Farm bill defenders say the crop insurance provision would save billions of dollars in direct payment subsidies that farmers receive regardless of whether they plant crops. However, critics argue it would encourage farmers to grow high-risk crops and create more exposure for taxpayers.

‘Crop Insurance Keeps Giving’

“This is better [from a farmer’s perspective] than a government bailout,” said Steve Ellis, vice president of Taxpayers for Common Sense, a watchdog group in Washington, DC. “A bailout is a one-time thing when something bad happens. But crop insurance keeps giving, good or bad. And it’s about to give even more.”
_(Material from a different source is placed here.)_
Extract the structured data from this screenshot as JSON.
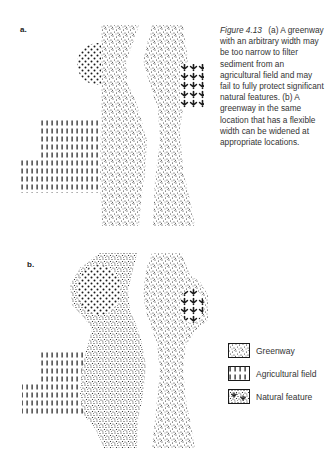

“In estimating the cost of these new shallow-loss insurance proposals, CBO has assumed that recent record commodity prices are sustainable,” said R Street Public Affairs Director R.J. Lehmann. “If prices fall, the cost of the programs could easily erase all of the supposed savings in both the House and Senate Farm Bill proposals. These new programs are taxpayer-funded boondoggles that encourage cultivation of lands most prone to floods and erosion, and whose benefits will flow disproportionately to the largest and wealthiest agricultural producers.”

Free market advocates see the expiration of the current farm program as an opportunity to wean the agricultural sector from government dependence.

“Many of the programs of the current farm legislation will expire in September,” writes Dr. Susan Berry, a columnist for breitbart.com.  “As conservatives are aptly making the point that free market principles, rather than taxpayer-funded subsidies to soften the effects of risk-taking, should decide costs of products, shouldn’t the same philosophy guide our new farm legislation? Shouldn’t lawmakers insist that taxpayers not fund private entrepreneurial business ventures, one of which happens to be agriculture?”

‘Going to Have to Cut’

Rep. Jim Jordan (R-Ohio) said in a bloggers conference call that the 2012 Farm Bill is not only ill-conceived, but poorly timed given the current economic conditions.

“At some point we are going to have to cut some spending,” said Jordan. “This is going to cost taxpayers a boatload of money.”

Another issue concerning Jordan is the bill’s expansion of the USDA’s food stamp program.  “Apparently, 1 in 7 in the population think that it is okay for someone else to feed them,” Jordan said. There are currently 46 million people receiving food stamps nationwide.

Also participating in the conference call was American Commitment President Phil Kerpen, who argued food stamps should not be included in the farm bill but considered separately.

“They should be separate pieces of legislation,” Kerpen said. “This is actually $70 billion more. It is a 22 percent increase in funding. We should not be increasing this at all.”

Food Stamp Spending Surges

Food stamp spending has more than doubled since 2007, going from $30 billion to $72 billion, according to the CBO.

While increasing spending on traditional food stamp programs, the farm bill does end automatic enrollment in SNAP’s heating bill subsidy program known as LIHEAP (Low-Income Home Energy Assistance Program).

But critics of the farm bill’s gargantuan price tag do not find solace in that one small spending cut.

“For all of their Tea Party bluster, the House Republicans have proposed a wasteful, big-government program that disrupts the private market, spends billions of taxpayer dollars that we don’t have, and harms the environment,” R Street President Eli Lehrer said. “If Republicans are serious about cutting government, they need to start from scratch.”

Tim Kelly ([email protected]) is political cartoonist, a policy advisor and columnist for the Future of Freedom Foundation, and a correspondent for Radio America’s Special Investigator.